Blog: LDAP

Recently I was cleaning up some Exchange mail-enabled contacts and moving them to different OU’s.  I had to create a new contact and kept getting an error for a duplicate email address.  I couldn’t find the duplicate using the normal search methods, so after some digging I found this site that provided a custom LDAP query: [more]
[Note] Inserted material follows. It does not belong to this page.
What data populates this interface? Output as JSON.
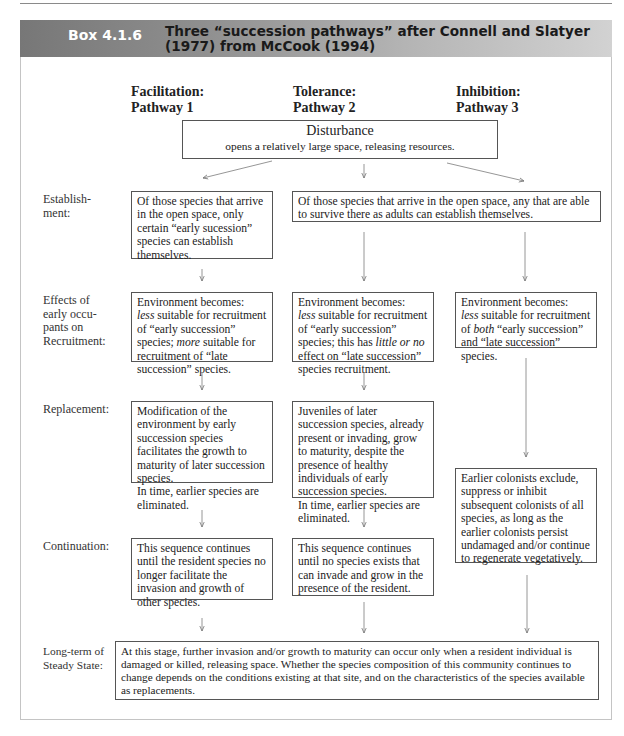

http://www.danlance.co.uk/index.cfm/2007/11/14/How-to-find-the-user--entity-an-email-address-is-associated-with-in-Exchange-2003

Basically you search for attribute “(proxyAddresses=smtp:user@domain.com)” to give you the object with this email address.


 

Microsoft has changed the query syntax for creating Exchange Address Lists and Email Address Policies in Exchange 2007. In Exchange 2003, all recipient filters were created with LDAP queries. In Exchange 2007, a new filter syntax called OPATH has been introduced. OPATH is easier to write and makes queries easier to understand, but any ALs or EAPs that are carried over as part of a migration from Exchange 2k/2k3 to 2k7 must be updated to use OPATH instead of LDAP. Here is an example of such a conversion:

LDAP: 
(&(&(&(&(mailnickname=*)(|(&(objectCategory=person)(objectClass=user)(|(homeMDB=*)(msExchHomeServerName=*))))))
(objectCategory=user)(physicalDeliveryOfficeName=morton*)))

OPATH:
( ( ( Alias -ne $null ) -and ( ( ObjectCategory -like 'person' ) -and ( ObjectClass -eq 'user' ) -and ( recipientType -eq 'UserMailbox' ) ) ) -and ( ObjectCategory -like 'user' ) -and ( Office -like 'morton*' ) )

To save a lot of time by avoiding doing these conversions by hand you can use the LDAP to OPATH filter conversion script script provided by the Microsoft Exchange Team.